EstimationQuery
EstimationQuery estimates attribute table data for a geometry -- either a user-provided WKT geometry or a feature in the Mapfluence database. For example:
- Get the number of uninsured people in the polygon you consider to be your neighborhood.
- Estimate the number of families living in a poverty in a given school district.
Table of Contents
The Basics
Using this document
The examples in this document are not URL-escaped, so they will not work directly in the browser. Make sure to properly escape your URLs.
Constructing URLs
Base Path
The base path for EstimationQuery requests is:
http://spatial.mapfluence.com/estimate.<format>
where <format> is either json or geojson and specifies the reponse format.
select
Use the select argument to choose attribute table fields to estimate. To estimate the number of households in a polygon:
select=us_census00.stats.cnt_hh in='POLYGON((-93 41,-93 42,-94 42,-94 41,-93 41))' using=us_census00.blkgrp_geom
Keep in mind that not all fields are estimatable. For example, you cannot estimate character fields. The following data types are estimable:
- CountField
- PopAverageField
- AreaAverageField
- MedianField
- PopPercentField
- AreaPercentField
- RankField
- PercentageField
- PortionField
- PopPortionField
The data catalog contains information about field data types.

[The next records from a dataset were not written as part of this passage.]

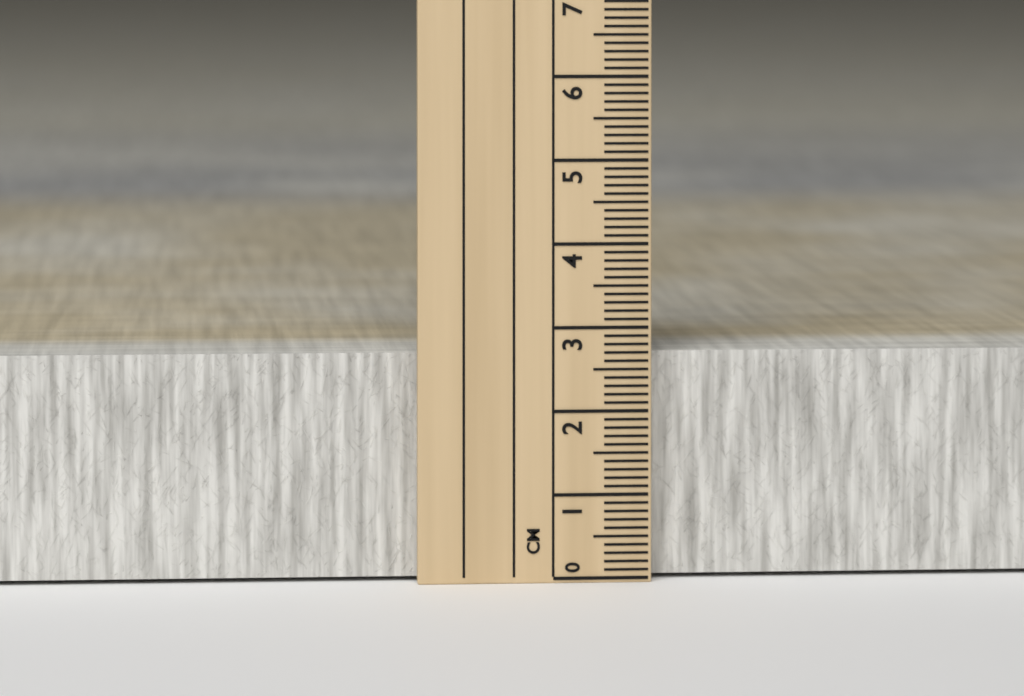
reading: 2.7 cm
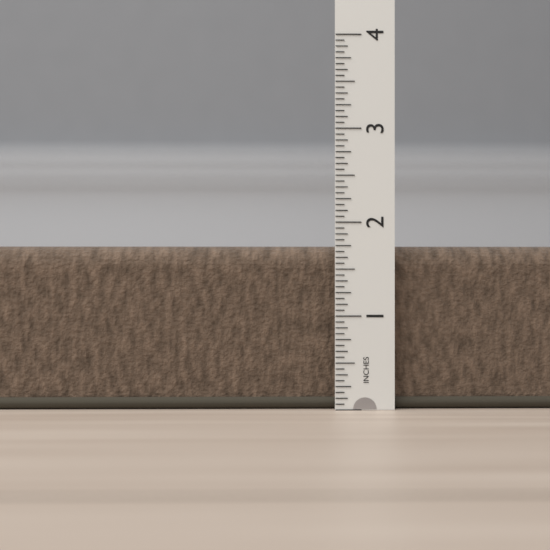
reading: 1.7500 in
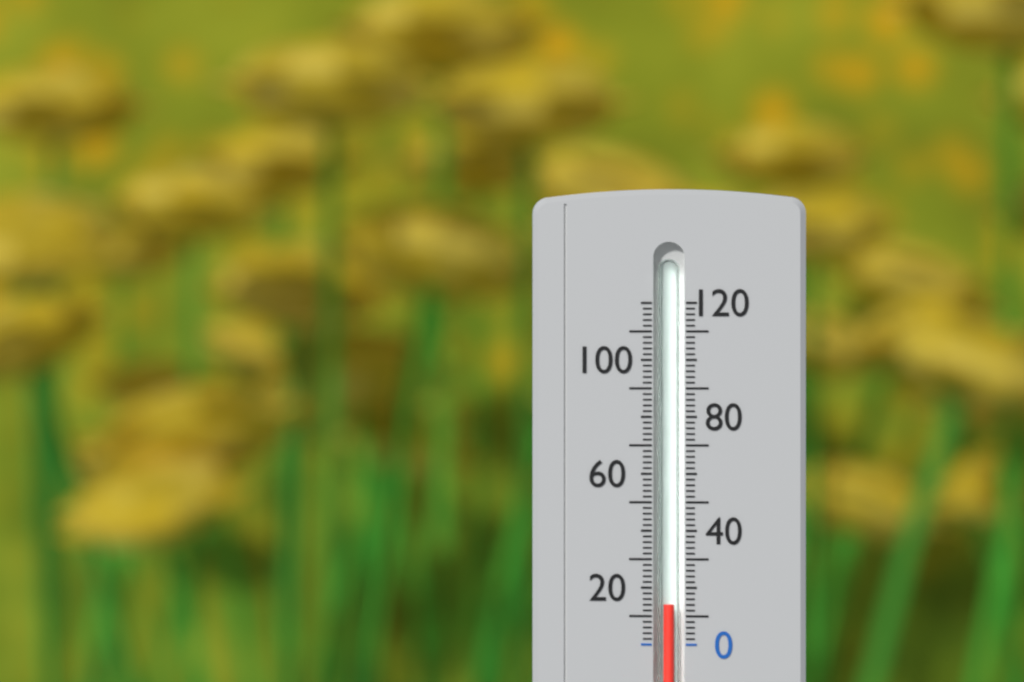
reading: 14 (no unit)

See SpatialQuery select for details on specifying attribute table fields.
in (required)
Use 'in' to specify the geometry (or feature) for which you wish to estimate data.

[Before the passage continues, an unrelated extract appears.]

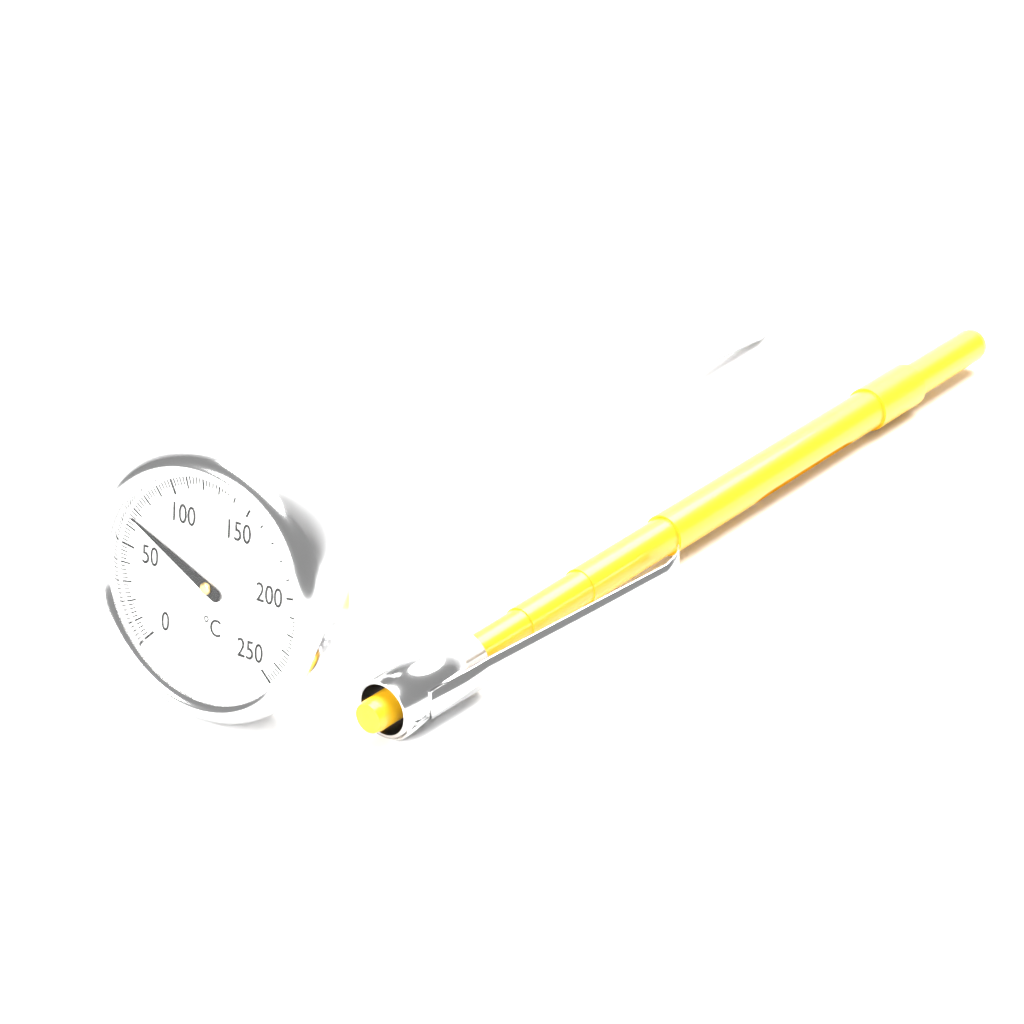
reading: 66 °C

This may be a WKT geometry, as in this example which estimates the number of Unitarian Universalist adherents within 25 miles of Asheville, NC:
select=religion.county_data.unituniv_adherents in='RANGE(25mi POINT(-82.554 35.601))' using=us_census00.county_geom
or a feature ID, as in this example, which estimates the number of families living in poverty in the Minneapolis school district.
select=us_census00.stats.cnt_fampov in=685210 using=us_census00.blkgrp_geom
using (required)
A geometry dataset for which the data you wish to estimate exists. Specifying a smaller geometry dataset (e.g. using counties rather than states) will give more accurate results, and specifying a larger geometry dataset will give a faster response.